I'm referring here to the planet surface map. The starmap is, like a couple of things I've experienced since being hustled through quite an accelerated inciting incident (Starfield's equivalent of Patrick Stewart dying in a sewer after he's charged you with saving the world), reminiscent of Mass Effect. You can select different galaxies, which have one or two solar systems in them, and then can zoom down and select specific planets or moons or whatever to warp to. Once you're wombling about on the surface being a naughty little space captain - or whatever, I don't judge what you're up to - well baby, I hope you like blue voids with a bit of topography.

There isn't actually a dedicated map screen - at least not in the way you might expect for an RPG. To open the planetside you have to open your scanner first, and then can open a "surface map". This conjures the aforementioned blue void, which makes sense from at least one point of view. The vast number of places you can touch down on a planet will be procedurally generated for you to scamper about and scan whiskery space beetles. That being the case, a detail-light map that suggests where hills are and marks the location of some cardinal points is efficient and sensible.

In practise when you're playing, it's a little annoying in the more authored, quest-dense areas. The example picture up top is from New Atlantis, the first big city you go to. Despite being a Neon Street Rat who grew up in the mean alleys of somewhere called Neon city, which we can infer from the name may turn out to be Planet Cyberpunk, my character also has extremely middle class parents living in New Atlantis. Did I pick these perks to see if they would ever awkwardly collide in the game system? Haha, I'll never tell! When I turned up on New Atlantis a bartender asked me if I was new in town, and I didn't have the option to say that my parents lived there, which seemed weird. I decided to say that I was new, and roleplay in my head that I'd never been to visit my parents. Serves them (presumably) right.

I digress. New Atlantis is a nice, white stone place with pretty trees and waterfalls, as clean as a historic English town that's going to host a royal wedding in the next 12 hours. And indeed, all New Atlantis's poor people are stuffed down into a subterranean box district known as The Well. The Well is atmospheric and cool, but it's all an absolute warren with lots of dead ends, and it doesn't even get any kind of surface map. I suppose it's not actually on the surface, so. Fair enough. But both levels of New Atlantis are full of people asking you to do things like collect lots of sensors stuck to trees, fetch them a coffee, join their gang of space cops, join a separate gang of more local space cops, and of course you have to visit the club of adventurers-ish who drive the main story. I could have done with something a bit closer to Star Wars Jedi: Survivor's map style. Luckily if you open your scanner in Starfield it'll also highlight a track on the floor leading you where you're supposed to go.

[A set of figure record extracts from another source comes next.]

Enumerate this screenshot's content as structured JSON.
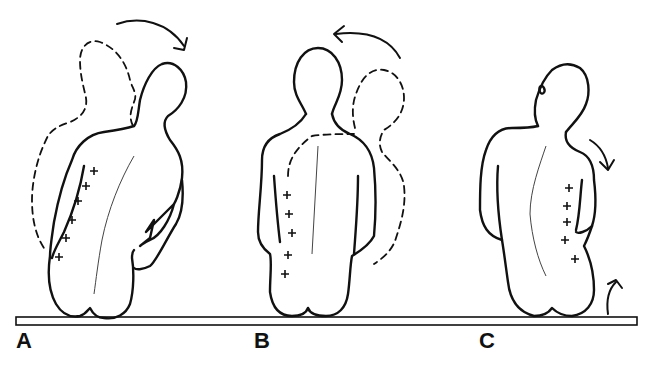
{
  "figure": {
    "panels": [
      {
        "id": "A",
        "label": "A",
        "description": "Seated figure, back view, trunk rotated to the right; dashed outline shows starting position; plus marks along left paraspinal region"
      },
      {
        "id": "B",
        "label": "B",
        "description": "Seated figure, back view, upright; dashed outline shows rotation from right; plus marks along left paraspinal region"
      },
      {
        "id": "C",
        "label": "C",
        "description": "Seated figure, back view, head turned and trunk side-bending; arrows indicate shoulder depression and pelvis elevation on right; plus marks along right paraspinal region"
      }
    ],
    "marker_symbol": "+",
    "marker_counts": {
      "A": 6,
      "B": 5,
      "C": 5
    },
    "colors": {
      "line": "#111111",
      "background": "#ffffff",
      "spine": "#444444"
    }
  }
}
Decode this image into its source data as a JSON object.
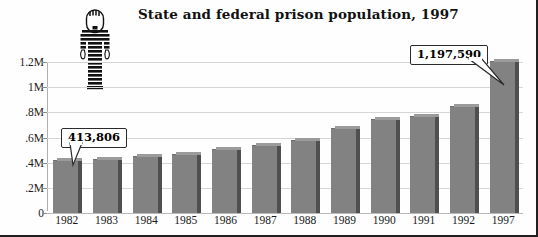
{
  "chart_data": {
    "type": "bar",
    "title": "State and federal prison population, 1997",
    "xlabel": "",
    "ylabel": "",
    "categories": [
      "1982",
      "1983",
      "1984",
      "1985",
      "1986",
      "1987",
      "1988",
      "1989",
      "1990",
      "1991",
      "1992",
      "1997"
    ],
    "values": [
      413806,
      419820,
      445000,
      462000,
      503000,
      533000,
      570000,
      670000,
      740000,
      765000,
      846000,
      1197590
    ],
    "ylim": [
      0,
      1200000
    ],
    "ytick_values": [
      0,
      200000,
      400000,
      600000,
      800000,
      1000000,
      1200000
    ],
    "ytick_labels": [
      "0",
      ".2M",
      ".4M",
      ".6M",
      ".8M",
      "1M",
      "1.2M"
    ],
    "grid": true,
    "legend": false,
    "annotations": [
      {
        "label": "413,806",
        "category": "1982"
      },
      {
        "label": "1,197,590",
        "category": "1997"
      }
    ],
    "bar_color": "#828282",
    "grid_color": "#d6d6d6"
  },
  "figure": {
    "title": "State and federal prison population, 1997",
    "icon_name": "prisoner-striped-uniform-icon"
  },
  "callouts": {
    "first": "413,806",
    "last": "1,197,590"
  }
}
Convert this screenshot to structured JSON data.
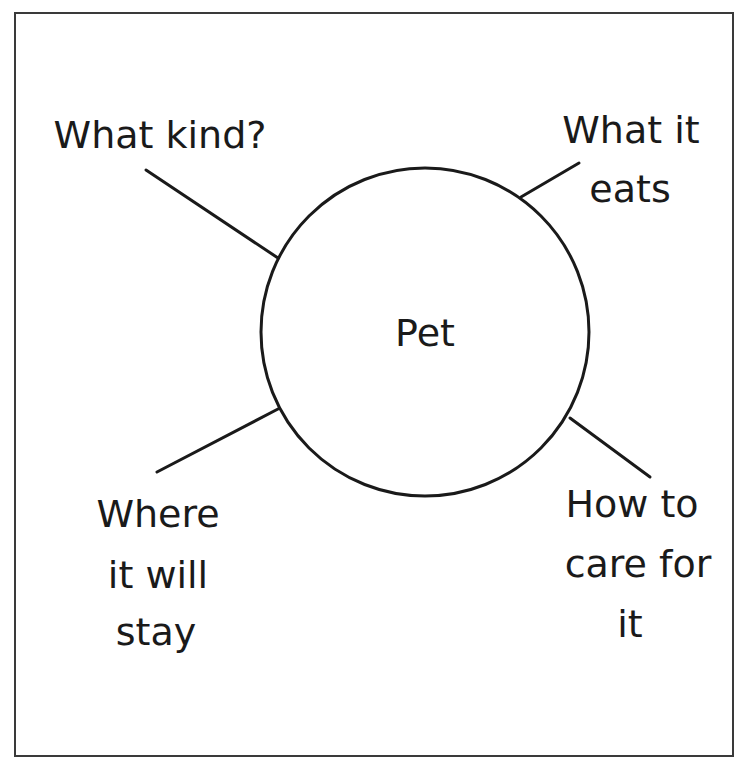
{
  "diagram": {
    "type": "concept-web",
    "center": {
      "label": "Pet"
    },
    "branches": [
      {
        "id": "what-kind",
        "lines": [
          "What kind?"
        ]
      },
      {
        "id": "what-it-eats",
        "lines": [
          "What it",
          "eats"
        ]
      },
      {
        "id": "where-it-will-stay",
        "lines": [
          "Where",
          "it will",
          "stay"
        ]
      },
      {
        "id": "how-to-care",
        "lines": [
          "How to",
          "care for",
          "it"
        ]
      }
    ]
  },
  "colors": {
    "stroke": "#1a1a1a",
    "frame": "#3a3a3a",
    "background": "#ffffff"
  }
}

This is all fine, but it makes you very reliant on your scanner and the quest markers in your HUD. And this is also all fine, unless your quest marker bugs out and, rather than showing the quest you actually want to track, selects one or more random tasks from those you've collected to highlight instead. That is, I have to say, frustrating. But I am at least paying a lot of attention to what's going on around me.